Fantasy Baseball Wavier Wire: Hopefully you won the race to Vaughn Grissom

You need fantasy baseball pickups, we got pickups. Time for your Glengarry Leads.

There was never a question about Vaughn Grissom's offense; the Braves sent him to Triple-A to work on his defense. Alas, the team's hand was forced, with Orlando Arcia (wrist) landing on the injured list.

Grissom posted an impressive .291/.353/.440 line with the Braves in 41 games last year (five homers, five steals), and he crushed things in his brief Triple-A trial this year (.366/.458/.585, with six walks against four strikeouts). So long as the defense isn't a disaster, Grissom can hold this job down. And he'll be insulated by one of the deepest lineups in baseball.

If you won the race to Grissom in the thinner leagues, Happy Birthday to you. And if you played the draft-and-hold game, you're walking a little taller this weekend.

Angels reliever to trust

The Angels probably won't have a set-and-forget closer this year, but José Quijada is as close as anyone will come. All of Quijada's work has come in high-leverage spots with the Angels leading, allowing him to collect two saves and three holds in his five appearances. And because the results have been so clean — five scoreless innings, two baserunners, four strikeouts — Quijada has the full trust of manger Phil Nevin.

Being left-handed might limit the saves upside here, but Quijada looks ticketed for double-digit handshakes, and that's much more valuable today — with save striation a big thing — than it was a decade ago.

Chas McCormick worth a closer look

We talked up Chas McCormick the other day, so this is mostly review. He has been the Houston leadoff man for five straight games. He's going to hit some homers (already has two), and he's running liberally in the new MLB order (four bags already). José Altuve will eventually force a reshuffle in the Astros lineup, but that's several weeks away. In this fantasy racket, you have to take what you can, when you can, while you can. And you gotta do it now.

Don't overlook Austin Hays

Austin Hays often gets lost in the Baltimore shuffle, considering how many glittering young stars this team has collected. Hays didn't help his own cause with a mildly disappointing run in 2022. But he's off to a snap .340/.380/.638 start through two weeks (with three homers), and heck, he was an above-average hitter the two previous years, with 38 homers over 276 games.

Hays probably has a sturdy floor under him, and he's young (age-27 season) enough that we can still consider some plausible upside, too. He'll occasionally shift to the leadoff spot against left-handed pitching, and we're alway chasing volume.

Be early on Josh Lowe

I'm surprised the fantasy marketplace has been so unenthused by Josh Lowe, who connects so many dots. He was a touted prospect just a year ago, and though his 52 games with Tampa Bay were a disappointment, he's off to a tidy .385/.429/.769 start this year, with a couple of homers and a stolen base.

Yes, Lowe will sit against some lefties, so you're inheriting some roster maintenance here. But with the Rays off to a blistering 13-0 start — with 12 of those wins coming by multiple runs — shouldn't we be looking for any Tampa Bay angles we can get? Lowe's roster tag should spike any day now; be one of the early adopters.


■ Exercise
For each line of the material, check for the string "membrane"; then state how many lines had it, giving only the number.

■ Records shown
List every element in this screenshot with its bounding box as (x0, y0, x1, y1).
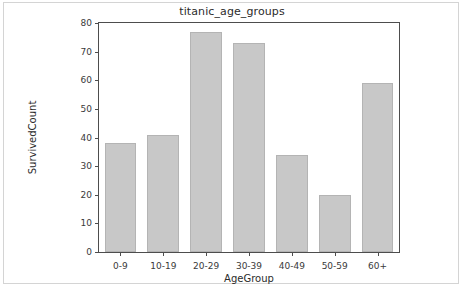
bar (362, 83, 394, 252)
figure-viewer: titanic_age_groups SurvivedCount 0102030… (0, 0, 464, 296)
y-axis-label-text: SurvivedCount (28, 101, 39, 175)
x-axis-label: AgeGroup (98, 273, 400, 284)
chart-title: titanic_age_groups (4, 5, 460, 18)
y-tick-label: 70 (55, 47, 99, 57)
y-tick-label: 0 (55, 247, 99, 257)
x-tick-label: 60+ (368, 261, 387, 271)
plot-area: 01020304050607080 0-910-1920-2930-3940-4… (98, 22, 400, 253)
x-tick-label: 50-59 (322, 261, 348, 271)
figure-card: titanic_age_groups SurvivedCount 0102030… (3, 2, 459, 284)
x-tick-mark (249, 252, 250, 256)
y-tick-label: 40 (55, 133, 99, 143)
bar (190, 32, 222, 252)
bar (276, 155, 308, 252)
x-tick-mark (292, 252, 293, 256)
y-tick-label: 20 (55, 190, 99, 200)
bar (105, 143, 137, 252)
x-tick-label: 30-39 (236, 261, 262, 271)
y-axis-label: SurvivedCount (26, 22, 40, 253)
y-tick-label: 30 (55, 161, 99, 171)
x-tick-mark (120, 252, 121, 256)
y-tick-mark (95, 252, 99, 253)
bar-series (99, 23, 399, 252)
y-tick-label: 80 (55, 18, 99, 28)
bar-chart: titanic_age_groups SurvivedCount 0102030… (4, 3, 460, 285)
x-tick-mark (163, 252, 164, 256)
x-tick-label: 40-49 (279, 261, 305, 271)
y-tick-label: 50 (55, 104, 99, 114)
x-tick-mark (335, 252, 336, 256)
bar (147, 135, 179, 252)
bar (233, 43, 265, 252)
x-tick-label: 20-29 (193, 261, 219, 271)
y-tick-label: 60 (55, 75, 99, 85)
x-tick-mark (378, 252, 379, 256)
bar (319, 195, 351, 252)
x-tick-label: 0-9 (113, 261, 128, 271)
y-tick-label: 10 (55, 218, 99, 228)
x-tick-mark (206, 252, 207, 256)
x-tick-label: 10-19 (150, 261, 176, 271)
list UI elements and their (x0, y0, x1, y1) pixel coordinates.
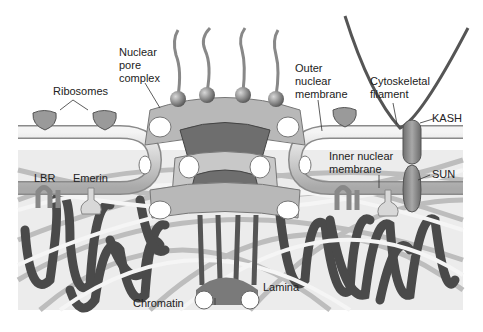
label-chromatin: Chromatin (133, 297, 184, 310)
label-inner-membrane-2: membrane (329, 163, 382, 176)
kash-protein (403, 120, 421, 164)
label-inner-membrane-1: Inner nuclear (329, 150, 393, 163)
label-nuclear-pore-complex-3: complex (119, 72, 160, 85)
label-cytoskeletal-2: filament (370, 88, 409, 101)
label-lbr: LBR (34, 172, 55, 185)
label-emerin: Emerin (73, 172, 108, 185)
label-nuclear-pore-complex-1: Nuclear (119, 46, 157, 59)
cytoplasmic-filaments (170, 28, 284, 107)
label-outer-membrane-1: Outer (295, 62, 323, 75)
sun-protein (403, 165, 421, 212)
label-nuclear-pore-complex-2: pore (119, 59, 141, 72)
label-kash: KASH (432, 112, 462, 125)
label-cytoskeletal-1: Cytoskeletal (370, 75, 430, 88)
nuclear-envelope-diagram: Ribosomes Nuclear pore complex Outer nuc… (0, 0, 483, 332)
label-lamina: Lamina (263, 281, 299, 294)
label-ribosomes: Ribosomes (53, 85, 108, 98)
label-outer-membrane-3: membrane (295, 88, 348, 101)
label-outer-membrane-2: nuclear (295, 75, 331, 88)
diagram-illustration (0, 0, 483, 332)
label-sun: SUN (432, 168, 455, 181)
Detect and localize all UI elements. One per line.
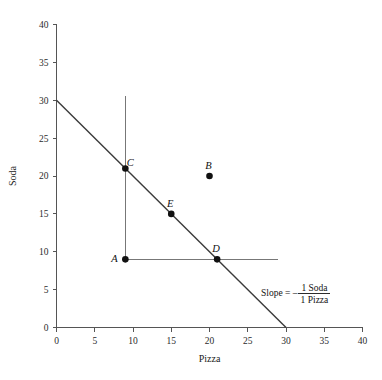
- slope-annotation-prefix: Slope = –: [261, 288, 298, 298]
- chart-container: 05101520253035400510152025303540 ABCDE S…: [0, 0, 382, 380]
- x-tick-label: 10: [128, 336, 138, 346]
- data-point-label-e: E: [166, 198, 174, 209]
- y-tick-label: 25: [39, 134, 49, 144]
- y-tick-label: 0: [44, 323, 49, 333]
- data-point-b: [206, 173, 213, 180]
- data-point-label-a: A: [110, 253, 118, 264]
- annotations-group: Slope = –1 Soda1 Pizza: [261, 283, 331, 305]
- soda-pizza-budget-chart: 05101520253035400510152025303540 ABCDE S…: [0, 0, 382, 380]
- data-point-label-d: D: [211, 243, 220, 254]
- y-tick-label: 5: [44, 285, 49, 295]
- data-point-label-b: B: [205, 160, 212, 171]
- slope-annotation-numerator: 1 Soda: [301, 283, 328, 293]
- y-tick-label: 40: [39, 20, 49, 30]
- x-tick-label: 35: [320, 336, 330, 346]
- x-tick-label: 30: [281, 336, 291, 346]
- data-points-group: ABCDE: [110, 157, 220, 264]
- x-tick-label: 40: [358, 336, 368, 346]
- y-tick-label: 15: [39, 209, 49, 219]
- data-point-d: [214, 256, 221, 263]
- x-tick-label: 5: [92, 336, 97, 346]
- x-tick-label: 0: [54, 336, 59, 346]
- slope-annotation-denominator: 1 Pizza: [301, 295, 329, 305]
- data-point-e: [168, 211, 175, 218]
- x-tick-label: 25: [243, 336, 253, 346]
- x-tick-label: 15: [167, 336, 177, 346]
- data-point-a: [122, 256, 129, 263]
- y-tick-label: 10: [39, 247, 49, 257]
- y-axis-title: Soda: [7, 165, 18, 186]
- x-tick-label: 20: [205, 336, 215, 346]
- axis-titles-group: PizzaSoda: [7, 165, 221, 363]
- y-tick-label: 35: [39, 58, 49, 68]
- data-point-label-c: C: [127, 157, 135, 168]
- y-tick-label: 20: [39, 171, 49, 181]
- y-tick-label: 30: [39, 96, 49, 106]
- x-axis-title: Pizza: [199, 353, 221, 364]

* * *

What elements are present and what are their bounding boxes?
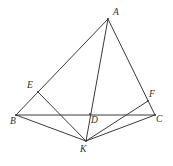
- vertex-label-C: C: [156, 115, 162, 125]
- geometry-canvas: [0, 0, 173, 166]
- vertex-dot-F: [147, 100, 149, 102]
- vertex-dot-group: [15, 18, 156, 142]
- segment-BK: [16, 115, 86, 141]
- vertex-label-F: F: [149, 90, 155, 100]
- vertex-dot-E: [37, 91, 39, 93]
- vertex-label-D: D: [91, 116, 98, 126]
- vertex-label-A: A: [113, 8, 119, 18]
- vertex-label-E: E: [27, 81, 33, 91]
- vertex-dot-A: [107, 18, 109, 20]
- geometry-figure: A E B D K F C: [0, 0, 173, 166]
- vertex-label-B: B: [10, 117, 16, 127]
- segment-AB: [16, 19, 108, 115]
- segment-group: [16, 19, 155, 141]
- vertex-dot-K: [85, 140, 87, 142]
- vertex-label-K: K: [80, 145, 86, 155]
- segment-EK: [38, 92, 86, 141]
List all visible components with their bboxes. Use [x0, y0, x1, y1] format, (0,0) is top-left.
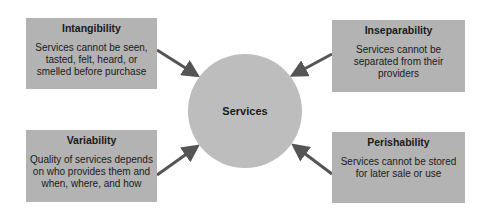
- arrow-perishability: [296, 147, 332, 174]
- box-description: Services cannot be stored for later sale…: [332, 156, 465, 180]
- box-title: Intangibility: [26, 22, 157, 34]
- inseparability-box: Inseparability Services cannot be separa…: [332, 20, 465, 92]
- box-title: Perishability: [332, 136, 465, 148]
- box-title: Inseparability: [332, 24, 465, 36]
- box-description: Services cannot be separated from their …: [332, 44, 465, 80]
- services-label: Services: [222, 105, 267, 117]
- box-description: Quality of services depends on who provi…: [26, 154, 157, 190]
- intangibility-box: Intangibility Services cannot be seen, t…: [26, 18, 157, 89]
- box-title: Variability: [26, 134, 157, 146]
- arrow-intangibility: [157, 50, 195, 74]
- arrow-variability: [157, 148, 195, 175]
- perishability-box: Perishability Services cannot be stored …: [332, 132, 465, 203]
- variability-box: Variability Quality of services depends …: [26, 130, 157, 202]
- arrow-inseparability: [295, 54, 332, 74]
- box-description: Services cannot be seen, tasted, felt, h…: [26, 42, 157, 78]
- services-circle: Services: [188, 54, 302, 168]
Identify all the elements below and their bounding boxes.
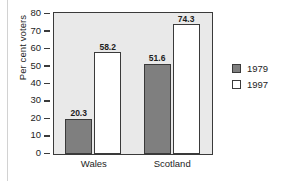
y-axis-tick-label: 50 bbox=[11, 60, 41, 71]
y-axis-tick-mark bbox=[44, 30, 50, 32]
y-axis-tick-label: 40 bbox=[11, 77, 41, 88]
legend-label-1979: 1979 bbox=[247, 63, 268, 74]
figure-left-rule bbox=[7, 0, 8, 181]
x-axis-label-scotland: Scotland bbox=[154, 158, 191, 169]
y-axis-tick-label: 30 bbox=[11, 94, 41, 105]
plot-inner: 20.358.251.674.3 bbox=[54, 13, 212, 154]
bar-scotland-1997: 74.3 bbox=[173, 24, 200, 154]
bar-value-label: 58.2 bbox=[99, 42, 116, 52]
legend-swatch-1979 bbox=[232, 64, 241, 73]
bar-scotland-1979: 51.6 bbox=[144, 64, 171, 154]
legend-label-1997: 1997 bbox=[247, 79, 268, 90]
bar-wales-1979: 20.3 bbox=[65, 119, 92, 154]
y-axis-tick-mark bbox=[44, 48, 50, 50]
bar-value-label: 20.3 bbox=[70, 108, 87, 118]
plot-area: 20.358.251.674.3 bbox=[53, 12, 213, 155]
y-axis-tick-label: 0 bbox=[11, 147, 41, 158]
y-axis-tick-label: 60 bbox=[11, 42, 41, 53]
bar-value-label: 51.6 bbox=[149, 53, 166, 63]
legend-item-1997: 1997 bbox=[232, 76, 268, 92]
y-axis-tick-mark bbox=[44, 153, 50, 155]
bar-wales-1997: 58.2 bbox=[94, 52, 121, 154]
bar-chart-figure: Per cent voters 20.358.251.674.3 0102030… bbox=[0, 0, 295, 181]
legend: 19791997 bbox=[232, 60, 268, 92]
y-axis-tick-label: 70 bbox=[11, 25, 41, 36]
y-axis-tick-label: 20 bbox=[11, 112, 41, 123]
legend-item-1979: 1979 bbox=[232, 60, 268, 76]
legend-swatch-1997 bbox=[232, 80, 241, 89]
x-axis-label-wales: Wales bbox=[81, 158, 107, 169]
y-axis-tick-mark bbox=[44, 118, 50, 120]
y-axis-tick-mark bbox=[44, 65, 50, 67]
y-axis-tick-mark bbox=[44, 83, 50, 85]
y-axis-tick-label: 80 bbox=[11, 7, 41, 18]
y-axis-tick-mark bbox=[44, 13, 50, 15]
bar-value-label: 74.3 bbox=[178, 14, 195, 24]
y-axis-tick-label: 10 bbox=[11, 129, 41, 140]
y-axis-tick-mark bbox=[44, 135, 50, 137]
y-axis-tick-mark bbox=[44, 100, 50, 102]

==

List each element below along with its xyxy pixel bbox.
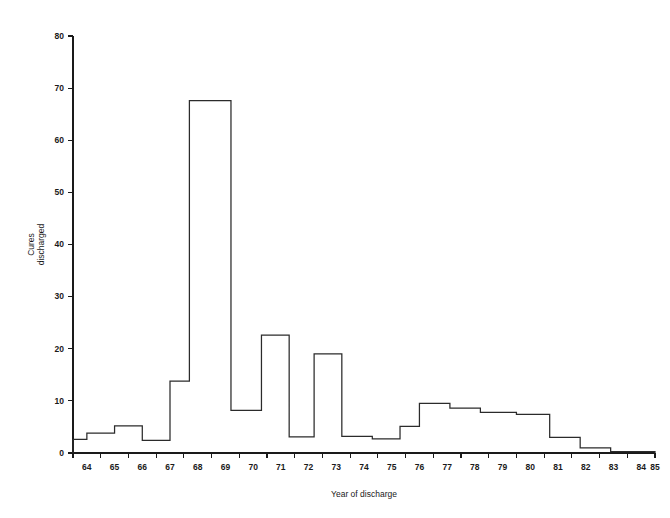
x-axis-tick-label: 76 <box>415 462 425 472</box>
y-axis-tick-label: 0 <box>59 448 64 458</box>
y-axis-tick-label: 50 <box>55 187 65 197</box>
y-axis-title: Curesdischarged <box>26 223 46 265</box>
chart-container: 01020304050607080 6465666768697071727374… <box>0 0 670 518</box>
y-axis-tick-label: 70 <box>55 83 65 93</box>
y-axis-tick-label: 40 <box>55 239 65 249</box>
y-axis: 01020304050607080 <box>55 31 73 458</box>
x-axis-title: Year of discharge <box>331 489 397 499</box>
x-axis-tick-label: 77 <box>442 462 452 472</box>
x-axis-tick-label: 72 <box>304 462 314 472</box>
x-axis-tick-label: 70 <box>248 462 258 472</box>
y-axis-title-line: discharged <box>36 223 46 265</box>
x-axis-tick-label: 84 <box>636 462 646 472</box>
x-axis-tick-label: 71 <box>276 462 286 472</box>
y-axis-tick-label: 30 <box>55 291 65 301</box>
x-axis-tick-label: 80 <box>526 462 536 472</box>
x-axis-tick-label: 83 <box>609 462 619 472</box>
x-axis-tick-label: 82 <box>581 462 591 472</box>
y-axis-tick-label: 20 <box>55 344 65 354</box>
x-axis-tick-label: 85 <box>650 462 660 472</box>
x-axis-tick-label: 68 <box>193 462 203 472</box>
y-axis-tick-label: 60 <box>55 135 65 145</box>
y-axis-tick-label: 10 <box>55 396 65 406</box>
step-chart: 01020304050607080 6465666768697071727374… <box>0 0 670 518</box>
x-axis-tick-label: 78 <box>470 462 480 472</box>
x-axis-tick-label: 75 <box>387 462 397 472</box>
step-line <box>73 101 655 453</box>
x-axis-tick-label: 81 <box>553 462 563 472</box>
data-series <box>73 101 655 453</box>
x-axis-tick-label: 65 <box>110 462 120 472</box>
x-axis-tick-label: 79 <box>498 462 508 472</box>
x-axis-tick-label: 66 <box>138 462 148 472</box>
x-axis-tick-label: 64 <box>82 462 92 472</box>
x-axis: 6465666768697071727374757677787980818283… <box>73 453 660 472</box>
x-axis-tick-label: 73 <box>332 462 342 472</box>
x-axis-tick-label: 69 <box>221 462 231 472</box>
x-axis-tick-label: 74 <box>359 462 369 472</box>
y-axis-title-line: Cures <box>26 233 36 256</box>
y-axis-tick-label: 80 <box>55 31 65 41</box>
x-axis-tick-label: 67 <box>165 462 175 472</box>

■ Result
5